From the moment Desert Island Discs started back in the 1940s, that question has been thrown around a lot – what song would you take with you if you were going to be stranded? What track would you not mind on repeat? The answer says a lot about a person, and David Gilmour’s is surprisingly logical.
Really, if you were going to be stuck forever and alone on a deserted island, a song wouldn’t be much help. As you fought to stay alive, scavenging for food or whatever, surely the soundtrack playing on some mythical survival iPod doesn’t really come into question.
Or, on the other hand, if it did, surely it would only be days until you wanted to rip your ears off or toss that player into the sea. How long can you genuinely last enjoying the same song over and over? How solid is the staying power of any track?
There are so many different approaches here.
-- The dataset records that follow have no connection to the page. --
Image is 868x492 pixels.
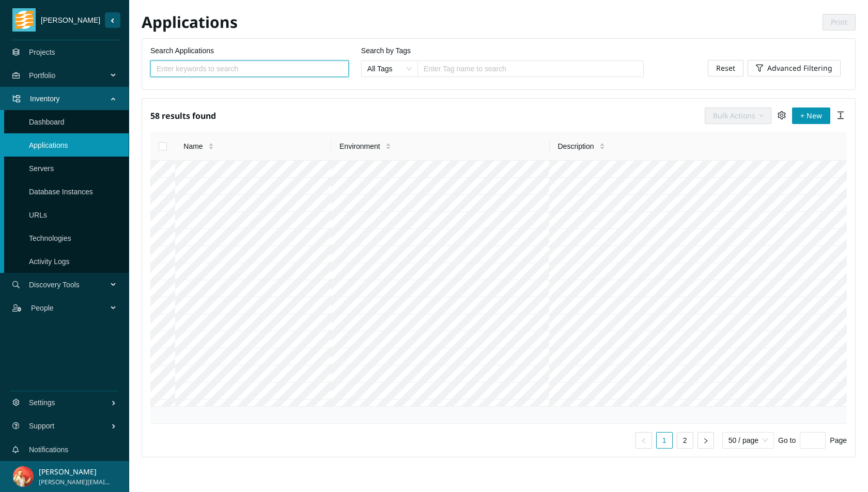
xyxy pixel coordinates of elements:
[13,466,34,487] img: a6b5a314a0dd5097ef3448b4b2654462
[156,63,334,75] input: Search Applications
[15,8,34,32] img: tidal_logo.png
[29,48,55,56] a: Projects
[184,140,203,152] span: Name
[777,112,786,120] span: setting
[698,432,714,448] button: right
[141,12,498,33] h2: Applications
[331,132,549,160] th: Environment
[150,107,216,123] h5: 58 results found
[656,432,672,448] li: 1
[767,63,832,74] span: Advanced Filtering
[29,188,93,196] a: Database Instances
[703,438,709,444] span: right
[339,140,380,152] span: Environment
[656,432,672,448] a: 1
[723,432,774,448] div: Page Size
[636,432,652,448] li: Previous Page
[39,477,111,487] span: [PERSON_NAME][EMAIL_ADDRESS][DOMAIN_NAME]
[150,45,214,56] label: Search Applications
[29,410,111,441] span: Support
[792,107,830,123] button: + New
[29,60,111,91] span: Portfolio
[705,107,771,123] button: Bulk Actions
[29,258,70,265] a: Activity Logs
[728,432,768,448] span: 50 / page
[39,466,111,477] p: [PERSON_NAME]
[36,14,105,26] span: [PERSON_NAME]
[367,61,411,76] span: All Tags
[748,60,841,76] button: Advanced Filtering
[29,211,46,219] a: URLs
[800,432,825,448] input: Page
[558,140,594,152] span: Description
[29,164,54,172] a: Servers
[550,132,847,160] th: Description
[708,60,743,76] button: Reset
[29,118,64,126] a: Dashboard
[778,432,847,448] div: Go to Page
[641,438,647,444] span: left
[29,270,111,300] span: Discovery Tools
[29,234,71,242] a: Technologies
[29,141,68,149] a: Applications
[31,292,111,323] span: People
[29,387,111,418] span: Settings
[801,110,822,122] span: + New
[175,132,331,160] th: Name
[698,432,714,448] li: Next Page
[823,14,855,30] button: Print
[716,63,736,74] span: Reset
[30,83,111,115] span: Inventory
[677,432,693,448] li: 2
[29,445,68,453] a: Notifications
[836,112,845,120] span: column-height
[636,432,652,448] button: left
[677,432,693,448] a: 2
[361,45,411,56] label: Search by Tags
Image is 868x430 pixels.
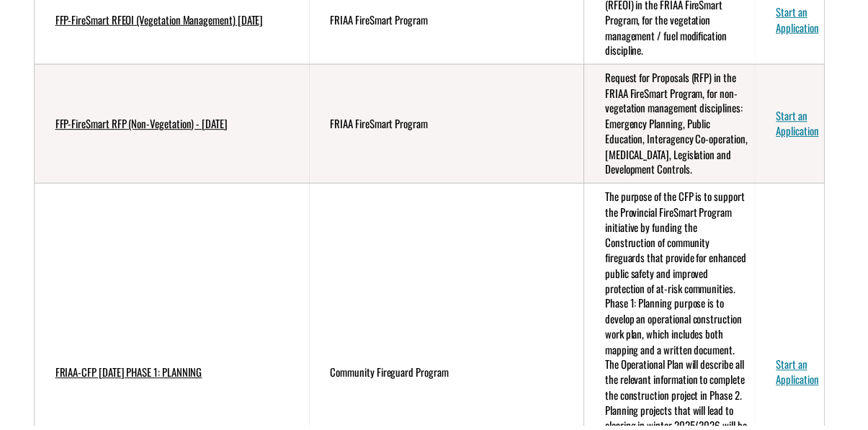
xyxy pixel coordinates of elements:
[313,65,590,185] td: FRIAA FireSmart Program
[785,4,828,35] a: Start an Application
[785,109,828,140] a: Start an Application
[56,368,205,384] a: FRIAA-CFP [DATE] PHASE 1: PLANNING
[56,12,267,27] a: FFP-FireSmart RFEOI (Vegetation Management) [DATE]
[56,117,231,133] a: FFP-FireSmart RFP (Non-Vegetation) - [DATE]
[590,65,764,185] td: Request for Proposals (RFP) in the FRIAA FireSmart Program, for non-vegetation management discipl...
[35,65,313,185] td: FFP-FireSmart RFP (Non-Vegetation) - July 2025
[785,360,828,392] a: Start an Application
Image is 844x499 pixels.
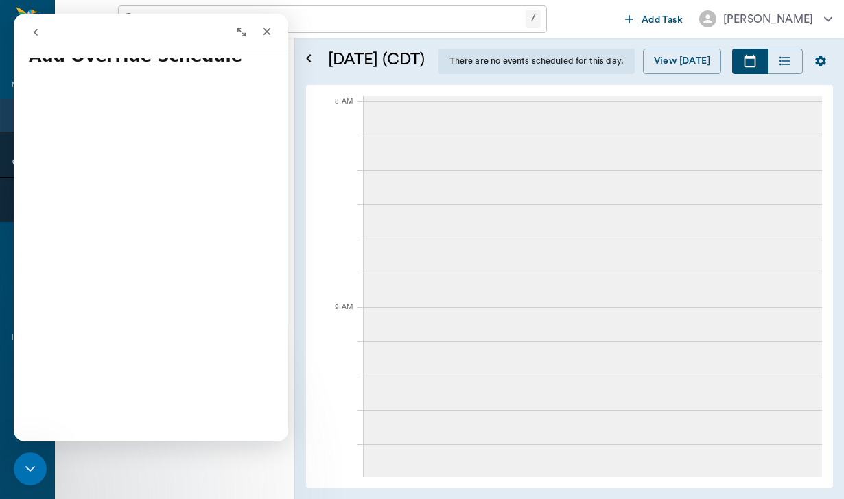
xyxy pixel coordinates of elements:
[14,14,288,442] iframe: Intercom live chat
[144,10,525,29] input: Search
[300,32,317,85] button: Open calendar
[14,453,47,486] iframe: Intercom live chat
[643,49,721,74] button: View [DATE]
[723,11,813,27] div: [PERSON_NAME]
[12,333,43,344] div: Inventory
[317,300,353,335] div: 9 AM
[63,5,91,33] button: Close drawer
[317,95,353,129] div: 8 AM
[328,49,427,71] h5: [DATE] (CDT)
[688,6,843,32] button: [PERSON_NAME]
[12,80,43,91] div: Messages
[525,10,541,28] div: /
[438,49,634,74] div: There are no events scheduled for this day.
[619,6,688,32] button: Add Task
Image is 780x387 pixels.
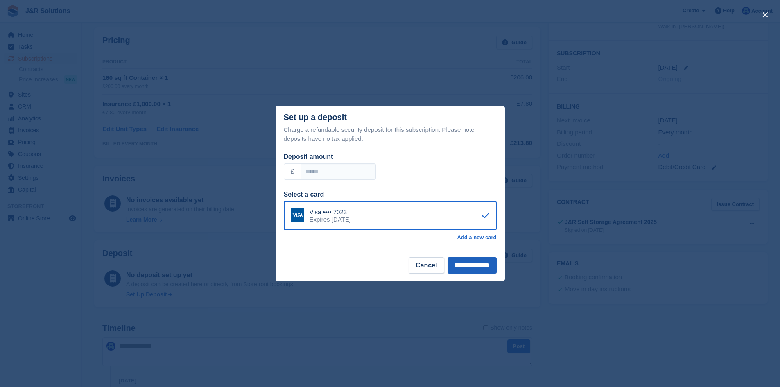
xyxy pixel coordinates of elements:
a: Add a new card [457,234,496,241]
div: Visa •••• 7023 [309,208,351,216]
div: Set up a deposit [284,113,347,122]
div: Expires [DATE] [309,216,351,223]
img: Visa Logo [291,208,304,221]
label: Deposit amount [284,153,333,160]
button: close [758,8,771,21]
p: Charge a refundable security deposit for this subscription. Please note deposits have no tax appl... [284,125,496,144]
div: Select a card [284,189,496,199]
button: Cancel [408,257,444,273]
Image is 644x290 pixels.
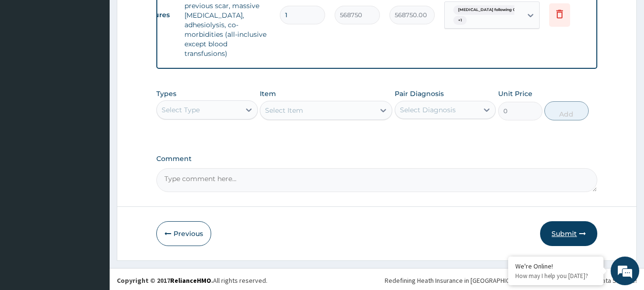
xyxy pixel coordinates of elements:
[161,105,200,115] div: Select Type
[117,276,213,285] strong: Copyright © 2017 .
[156,90,177,98] label: Types
[385,275,637,285] div: Redefining Heath Insurance in [GEOGRAPHIC_DATA] using Telemedicine and Data Science!
[515,272,596,280] p: How may I help you today?
[498,89,532,99] label: Unit Price
[515,262,596,270] div: We're Online!
[49,53,160,66] div: Chat with us now
[156,5,179,28] div: Minimize live chat window
[545,101,589,120] button: Add
[395,89,444,99] label: Pair Diagnosis
[55,85,131,182] span: We're online!
[156,221,211,246] button: Previous
[453,5,528,15] span: [MEDICAL_DATA] following Ces...
[260,89,276,99] label: Item
[400,105,456,115] div: Select Diagnosis
[453,16,467,25] span: + 1
[5,190,182,224] textarea: Type your message and hit 'Enter'
[17,48,39,71] img: d_794563401_company_1708531726252_794563401
[540,221,597,246] button: Submit
[170,276,211,285] a: RelianceHMO
[156,155,598,163] label: Comment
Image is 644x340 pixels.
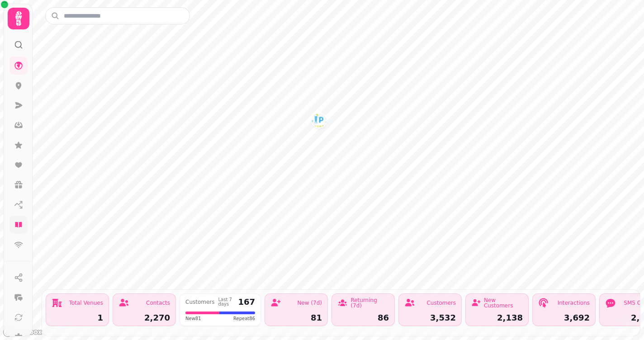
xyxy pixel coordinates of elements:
[427,300,456,306] div: Customers
[297,300,322,306] div: New (7d)
[312,113,326,130] div: Map marker
[52,314,103,322] div: 1
[3,327,43,338] a: Mapbox logo
[538,314,589,322] div: 3,692
[146,300,170,306] div: Contacts
[312,113,326,128] button: Skyline SIPS SJQ
[471,314,523,322] div: 2,138
[338,314,389,322] div: 86
[557,300,589,306] div: Interactions
[69,300,103,306] div: Total Venues
[185,300,215,305] div: Customers
[119,314,170,322] div: 2,270
[218,297,235,306] div: Last 7 days
[404,314,456,322] div: 3,532
[238,298,255,306] div: 167
[233,315,255,322] span: Repeat 86
[350,297,389,309] div: Returning (7d)
[185,315,201,322] span: New 81
[484,297,523,309] div: New Customers
[270,314,322,322] div: 81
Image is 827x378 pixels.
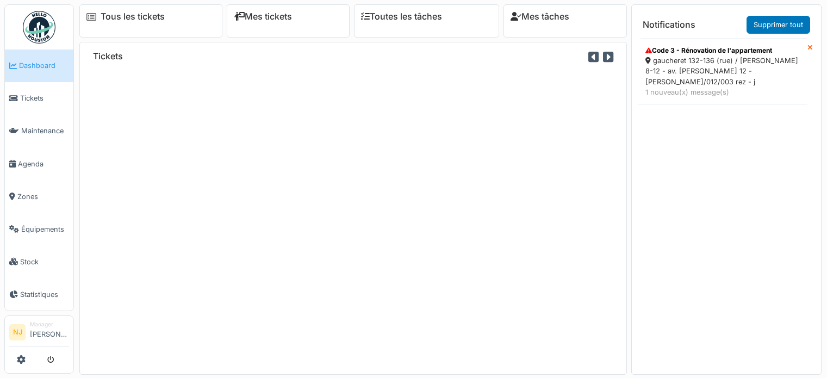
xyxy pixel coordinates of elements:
span: Stock [20,257,69,267]
a: Maintenance [5,115,73,147]
h6: Notifications [643,20,696,30]
a: Équipements [5,213,73,245]
span: Zones [17,191,69,202]
div: 1 nouveau(x) message(s) [646,87,801,97]
li: NJ [9,324,26,340]
span: Équipements [21,224,69,234]
span: Agenda [18,159,69,169]
div: Code 3 - Rénovation de l'appartement [646,46,801,55]
img: Badge_color-CXgf-gQk.svg [23,11,55,44]
a: NJ Manager[PERSON_NAME] [9,320,69,346]
span: Tickets [20,93,69,103]
h6: Tickets [93,51,123,61]
a: Mes tâches [511,11,569,22]
span: Maintenance [21,126,69,136]
a: Tous les tickets [101,11,165,22]
div: gaucheret 132-136 (rue) / [PERSON_NAME] 8-12 - av. [PERSON_NAME] 12 - [PERSON_NAME]/012/003 rez - j [646,55,801,87]
span: Statistiques [20,289,69,300]
a: Dashboard [5,49,73,82]
a: Stock [5,245,73,278]
a: Mes tickets [234,11,292,22]
span: Dashboard [19,60,69,71]
a: Code 3 - Rénovation de l'appartement gaucheret 132-136 (rue) / [PERSON_NAME] 8-12 - av. [PERSON_N... [638,38,808,105]
a: Agenda [5,147,73,180]
a: Toutes les tâches [361,11,442,22]
a: Statistiques [5,278,73,311]
a: Zones [5,180,73,213]
a: Supprimer tout [747,16,810,34]
div: Manager [30,320,69,328]
li: [PERSON_NAME] [30,320,69,344]
a: Tickets [5,82,73,115]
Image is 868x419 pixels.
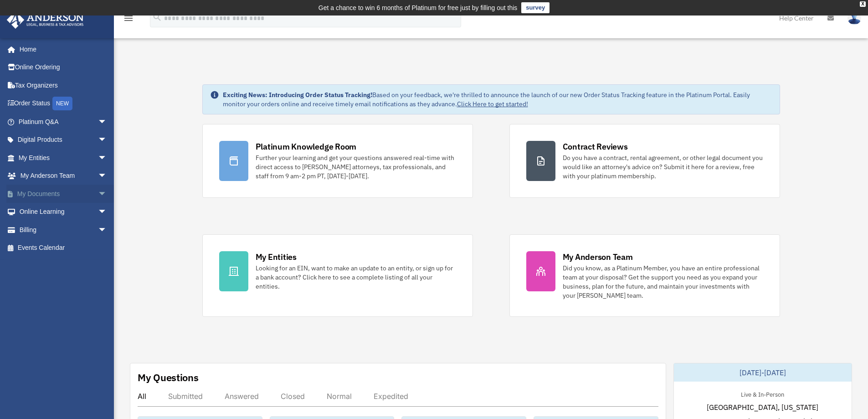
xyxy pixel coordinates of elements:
[674,364,851,382] div: [DATE]-[DATE]
[168,392,203,401] div: Submitted
[6,58,121,76] a: Online Ordering
[98,221,116,240] span: arrow_drop_down
[6,76,121,94] a: Tax Organizers
[202,124,473,198] a: Platinum Knowledge Room Further your learning and get your questions answered real-time with dire...
[256,141,357,152] div: Platinum Knowledge Room
[6,94,121,113] a: Order StatusNEW
[6,40,116,58] a: Home
[281,392,304,401] div: Closed
[123,13,134,24] i: menu
[137,392,146,401] div: All
[707,402,818,413] span: [GEOGRAPHIC_DATA], [US_STATE]
[6,185,121,203] a: My Documentsarrow_drop_down
[52,97,72,110] div: NEW
[256,251,296,263] div: My Entities
[521,2,550,13] a: survey
[98,203,116,221] span: arrow_drop_down
[98,112,116,131] span: arrow_drop_down
[6,131,121,149] a: Digital Productsarrow_drop_down
[98,167,116,185] span: arrow_drop_down
[98,185,116,203] span: arrow_drop_down
[6,221,121,239] a: Billingarrow_drop_down
[562,153,763,181] div: Do you have a contract, rental agreement, or other legal document you would like an attorney's ad...
[225,392,258,401] div: Answered
[6,203,121,221] a: Online Learningarrow_drop_down
[256,153,456,181] div: Further your learning and get your questions answered real-time with direct access to [PERSON_NAM...
[562,141,628,152] div: Contract Reviews
[98,149,116,167] span: arrow_drop_down
[123,16,134,24] a: menu
[137,371,199,385] div: My Questions
[509,124,780,198] a: Contract Reviews Do you have a contract, rental agreement, or other legal document you would like...
[4,11,87,29] img: Anderson Advisors Platinum Portal
[98,131,116,150] span: arrow_drop_down
[734,389,791,399] div: Live & In-Person
[6,167,121,185] a: My Anderson Teamarrow_drop_down
[374,392,408,401] div: Expedited
[152,12,162,22] i: search
[860,1,866,7] div: close
[223,90,772,108] div: Based on your feedback, we're thrilled to announce the launch of our new Order Status Tracking fe...
[6,149,121,167] a: My Entitiesarrow_drop_down
[457,100,528,108] a: Click Here to get started!
[562,251,633,263] div: My Anderson Team
[6,239,121,257] a: Events Calendar
[327,392,352,401] div: Normal
[256,263,456,291] div: Looking for an EIN, want to make an update to an entity, or sign up for a bank account? Click her...
[509,234,780,317] a: My Anderson Team Did you know, as a Platinum Member, you have an entire professional team at your...
[562,263,763,300] div: Did you know, as a Platinum Member, you have an entire professional team at your disposal? Get th...
[223,91,372,99] strong: Exciting News: Introducing Order Status Tracking!
[6,112,121,131] a: Platinum Q&Aarrow_drop_down
[318,2,518,13] div: Get a chance to win 6 months of Platinum for free just by filling out this
[847,12,861,24] img: User Pic
[202,234,473,317] a: My Entities Looking for an EIN, want to make an update to an entity, or sign up for a bank accoun...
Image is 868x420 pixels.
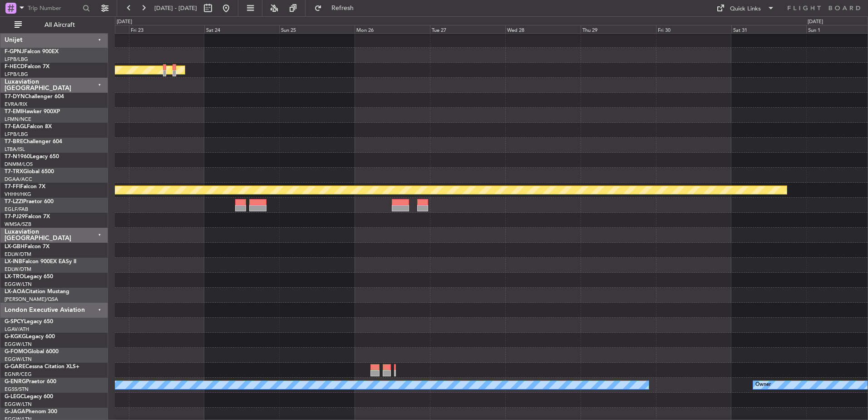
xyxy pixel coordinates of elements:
[505,25,581,33] div: Wed 28
[4,139,62,144] a: T7-BREChallenger 604
[154,4,197,12] span: [DATE] - [DATE]
[4,371,32,378] a: EGNR/CEG
[4,364,25,369] span: G-GARE
[4,244,25,250] span: LX-GBH
[4,116,32,123] a: LFMN/NCE
[4,49,59,55] a: F-GPNJFalcon 900EX
[4,154,59,159] a: T7-N1960Legacy 650
[4,289,69,294] a: LX-AOACitation Mustang
[4,124,52,129] a: T7-EAGLFalcon 8X
[4,139,23,144] span: T7-BRE
[4,169,23,175] span: T7-TRX
[129,25,204,33] div: Fri 23
[4,244,50,250] a: LX-GBHFalcon 7X
[310,1,365,15] button: Refresh
[4,146,25,152] a: LTBA/ISL
[4,161,33,168] a: DNMM/LOS
[4,326,29,333] a: LGAV/ATH
[4,64,25,69] span: F-HECD
[10,18,98,32] button: All Aircraft
[4,281,32,287] a: EGGW/LTN
[4,259,22,265] span: LX-INB
[4,289,25,294] span: LX-AOA
[4,64,50,69] a: F-HECDFalcon 7X
[4,259,76,265] a: LX-INBFalcon 900EX EASy II
[4,56,28,63] a: LFPB/LBG
[756,378,771,392] div: Owner
[4,379,26,385] span: G-ENRG
[712,1,779,15] button: Quick Links
[732,25,807,33] div: Sat 31
[730,4,761,14] div: Quick Links
[4,94,64,100] a: T7-DYNChallenger 604
[4,364,79,369] a: G-GARECessna Citation XLS+
[4,349,28,354] span: G-FOMO
[4,319,53,325] a: G-SPCYLegacy 650
[4,109,22,115] span: T7-EMI
[4,274,24,279] span: LX-TRO
[4,101,27,108] a: EVRA/RIX
[4,124,27,129] span: T7-EAGL
[28,1,80,15] input: Trip Number
[4,334,26,339] span: G-KGKG
[4,409,25,414] span: G-JAGA
[4,214,50,219] a: T7-PJ29Falcon 7X
[4,154,30,159] span: T7-N1960
[4,169,54,175] a: T7-TRXGlobal 6500
[4,94,25,100] span: T7-DYN
[4,184,45,190] a: T7-FFIFalcon 7X
[4,409,57,414] a: G-JAGAPhenom 300
[4,184,20,190] span: T7-FFI
[4,296,58,303] a: [PERSON_NAME]/QSA
[24,22,96,28] span: All Aircraft
[4,214,25,219] span: T7-PJ29
[117,18,132,26] div: [DATE]
[4,394,53,400] a: G-LEGCLegacy 600
[204,25,280,33] div: Sat 24
[4,266,32,273] a: EDLW/DTM
[4,274,53,279] a: LX-TROLegacy 650
[4,349,59,354] a: G-FOMOGlobal 6000
[279,25,355,33] div: Sun 25
[4,206,28,212] a: EGLF/FAB
[4,199,54,204] a: T7-LZZIPraetor 600
[4,176,32,183] a: DGAA/ACC
[4,394,24,400] span: G-LEGC
[4,356,32,362] a: EGGW/LTN
[4,109,60,115] a: T7-EMIHawker 900XP
[430,25,505,33] div: Tue 27
[355,25,430,33] div: Mon 26
[4,379,56,385] a: G-ENRGPraetor 600
[4,71,28,77] a: LFPB/LBG
[4,131,28,138] a: LFPB/LBG
[581,25,656,33] div: Thu 29
[324,5,362,11] span: Refresh
[4,401,32,408] a: EGGW/LTN
[808,18,823,26] div: [DATE]
[4,191,32,198] a: VHHH/HKG
[4,386,28,393] a: EGSS/STN
[656,25,732,33] div: Fri 30
[4,341,32,348] a: EGGW/LTN
[4,251,32,258] a: EDLW/DTM
[4,199,23,204] span: T7-LZZI
[4,49,24,55] span: F-GPNJ
[4,221,32,227] a: WMSA/SZB
[4,319,24,325] span: G-SPCY
[4,334,55,339] a: G-KGKGLegacy 600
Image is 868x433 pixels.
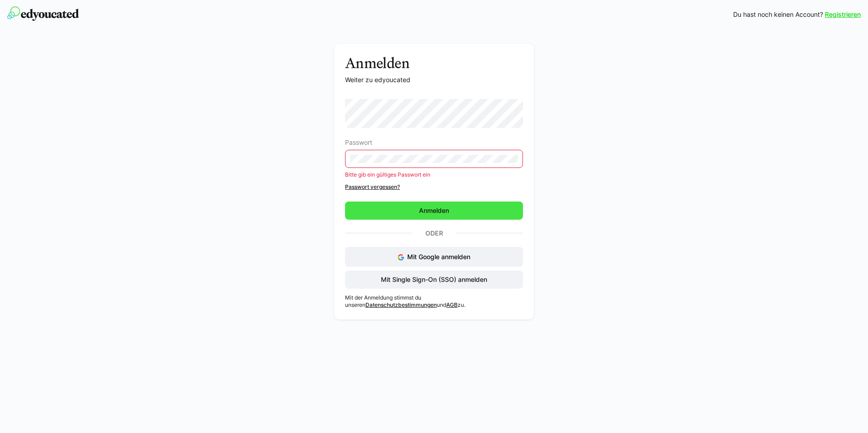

You could pick a truly thrilling and maximalist track in the hopes that it might stay fresh and exciting for longer to provide entertainment and a boost. Or, you could opt for something easy listening with the hypothesis that something more inoffensive could blur into the background after a while and be calming rather than abrasive.
For Gilmour, his answer all comes down to the energy. “Well I’m gonna need to… I don’t do it very often, of course, at my hugely advanced age, but… I need a little bit of Tamla Motown sort-of ‘dance’ music to accompany me on this beach, wherever I am,” he said to BBC Radio4.
Clearly, there is a vision in his mind. Gilmour is imagining himself on a white and pearly beach, shaking out the stress of the situation with a good groove. He’s imagining a kind of island party, maybe with a fresh coconut in one hand that his exhausted brain could pretend is a pina colada.
“I think I’d just have to take Martha and The Vandellas,” he said, picking the girl group’s track, “‘Dancing In The Street’. Not ‘Dancing On The Beach’”.
His approach does make sense. It’s a well-thought-out one as Gilmour is clearly considering the morale on the island and looking for a track that will lift him up in an admittedly bleak situation. His other picks were far moodier and perhaps more apt for the crisis.
He picked Bob Dylan’s bitter break-up track ‘Ballad In Plain B’, where cheery lyrics about parasitic sisters, jealous lovers and Dylan’s own inexcusable behaviour aren’t particularly island appropriate. Neither really is Tom Waits’ ‘I’ll Be Here’ as the thought of the gloomy avant-garde artist blasting from a sun-soaked sandy land is a funny one. So, his choice to pick the dancier song feels like a beautifully optimistic survival choice.